You spin up a Gitpod workspace, ready to code, and then—boom—auth blocks the door. Someone forgot to refresh a token, another person copied a secret from Slack, and now you are both building software and playing security officer. It does not have to be this way.
GitPod Microsoft Entra ID integration turns identity from an afterthought into a foundation. Gitpod gives developers repeatable, container-based workspaces that launch with one click. Microsoft Entra ID, formerly Azure Active Directory, provides identity, access control, and policy enforcement across Microsoft services and beyond. Combined, they build a short bridge between trust and productivity.
Here is the gist. Gitpod authenticates users via OpenID Connect. Entra ID issues tokens after validating who you are and what you can touch. Those tokens then get used inside Gitpod to clone repositories, pull private dependencies, or access internal APIs without juggling long-lived credentials.
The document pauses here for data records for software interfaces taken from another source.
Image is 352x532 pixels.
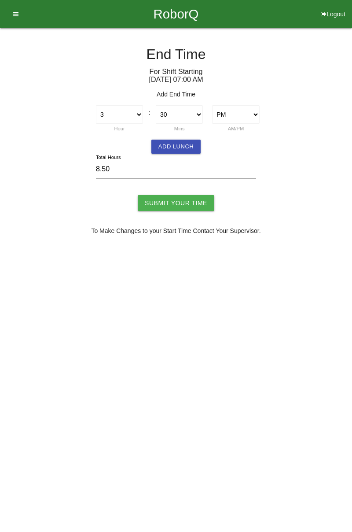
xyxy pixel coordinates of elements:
[174,126,185,131] label: Mins
[7,47,345,62] h4: End Time
[7,68,345,83] h6: For Shift Starting [DATE] 07 : 00 AM
[228,126,244,131] label: AM/PM
[7,90,345,99] p: Add End Time
[96,154,121,161] label: Total Hours
[151,139,201,154] button: Add Lunch
[148,105,151,117] div: :
[138,195,214,211] input: Submit Your Time
[114,126,125,131] label: Hour
[7,226,345,235] p: To Make Changes to your Start Time Contact Your Supervisor.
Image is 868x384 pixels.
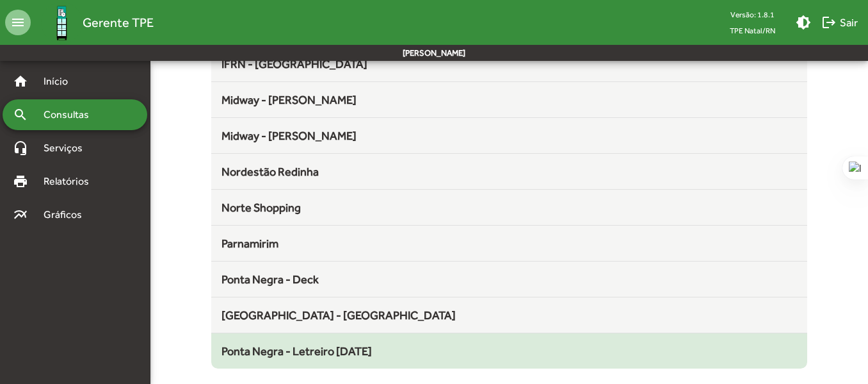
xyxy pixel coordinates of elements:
mat-icon: search [13,107,28,122]
span: Ponta Negra - Letreiro [DATE] [221,344,372,358]
mat-icon: headset_mic [13,140,28,155]
span: TPE Natal/RN [720,22,785,38]
span: [GEOGRAPHIC_DATA] - [GEOGRAPHIC_DATA] [221,308,456,322]
span: Relatórios [36,174,105,189]
span: Gerente TPE [82,12,154,32]
span: Consultas [36,107,105,122]
img: Logo [41,2,82,44]
mat-icon: home [13,74,28,89]
span: Ponta Negra - Deck [221,272,319,285]
button: Sair [816,11,863,34]
mat-icon: multiline_chart [13,207,28,222]
span: Serviços [36,140,100,155]
span: Midway - [PERSON_NAME] [221,129,357,142]
mat-icon: print [13,174,28,189]
span: Gráficos [36,207,99,222]
mat-icon: menu [5,9,31,35]
span: Sair [821,11,857,34]
a: Gerente TPE [31,2,154,44]
mat-icon: brightness_medium [796,15,811,30]
span: Parnamirim [221,236,278,250]
div: Versão: 1.8.1 [720,6,785,22]
span: Nordestão Redinha [221,165,319,178]
span: IFRN - [GEOGRAPHIC_DATA] [221,57,367,71]
span: Norte Shopping [221,201,301,214]
mat-icon: logout [821,15,836,30]
span: Início [36,74,86,89]
span: Midway - [PERSON_NAME] [221,93,357,106]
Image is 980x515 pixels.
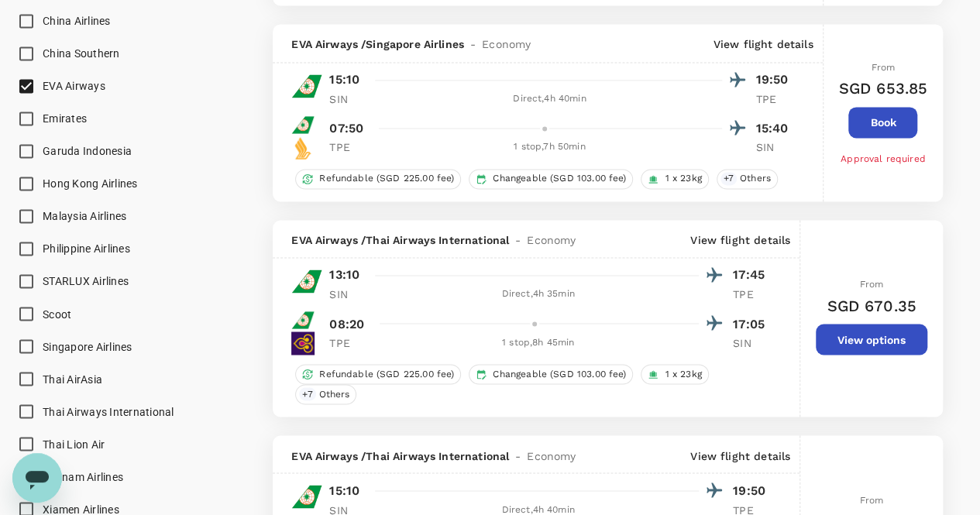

These temporary tokens tie every session to an actual person, not a random secret pasted into a CI file.
When configured from an identity admin’s perspective, GitPod Microsoft Entra ID integration looks like this in practice:
- The admin registers Gitpod as an app in Entra.
- Gitpod uses the OIDC discovery endpoint to request authentication.
- Entra ID verifies and issues short-lived tokens.
- Gitpod maps those tokens to its workspace users, aligning permissions to Entra’s RBAC.
- Everything updates automatically when roles change.
That flow wipes away a lot of the friction that used to clog pipelines. No more syncing secrets manually or running scripts to reset tokens. You get source control access tied to your company’s central policy in real time.
Quick Answer: To connect Gitpod with Microsoft Entra ID, register a new app in Entra, enable OIDC with Gitpod’s callback URL, assign user or group access, and confirm token exchange in Gitpod’s settings. The entire setup takes minutes and removes static credentials from your workflow.